By no stretch of the imagination is Thor: Love and Thunder the least favorite of all the Thor films. Even with a $250 million budget, the movie landed on a number of worst of the year lists. Now people are bemoaning a seemingly senseless plot point in the movie.
Over on the Marvel Studios subreddit, someone pointed out that Thor lost his eye in Ragnarok, but got it back early in Love and Thunder. What was the point of losing it then, they asked?
“Serious question, was there any reason thor lost his eye in Ragnarok if he just got a new one so early in his next appearance?” It’s a good question and one that deserves an answer. There were quite a few theories about this.
The most upvoted comment said the eyepatch “kept falling off” during the filming of the movie so the the original plan was to just use CGI to fill it in.
“Rather than use up the CGI budget they added this part in reshoots to give Thor a new eye, even it probably been cheaper and looked better to just add a strap to the eyepatch.”

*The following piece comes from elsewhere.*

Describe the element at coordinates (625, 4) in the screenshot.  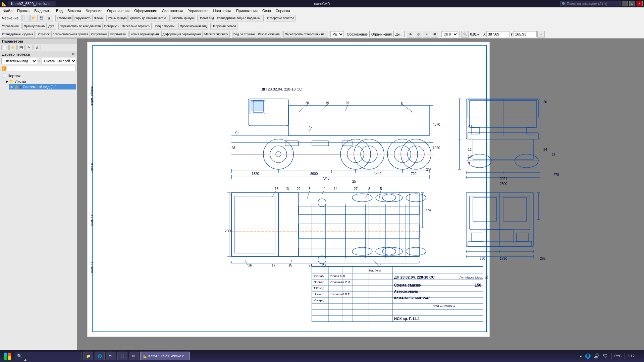
I see `minimize-button: —` at that location.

A few people pointed out that the eyepatch looks killer and one said it “served as a good reminder and visualization for what the character has been through. I’m disappointed that it got reverted so quickly.”
There’s another line of that the eyepatch was intentionally supposed to make Thor look like Odin.
“Which was the entire reason for it occurring. He was becoming Odin,” someone commented. “But they seemed to have dumped that logical path. Although he does have a daughter that enjoys killing now.”
Someone else pointed out Thor’s other more Odin-like actions, like how he “bestowed his own blessing on Mjolnir (unwittingly, but still)” and “tapped into the Odinforce (I think) to turn a bunch of children into lightning-spewing warriors in his latest movie.”
“The transformation into Odin is progressing nicely,” they said.
There’s also the fact that Thor went through something kind of similar when he became overweight Thor. One commenter said that when Thor “loses” his eye he “immediately gets it back” and when he gets “fat and depressed” he immediately gets “shredded and happy.”
“Thor: Whatever happens is reversed thus making it feel cheap and inconsequential in his story and character arc,” they said.
The lesson here could be that Love and Thunder is simply a bad movie with or without the eyepatch plot hole. That does seem to be the easiest explanation.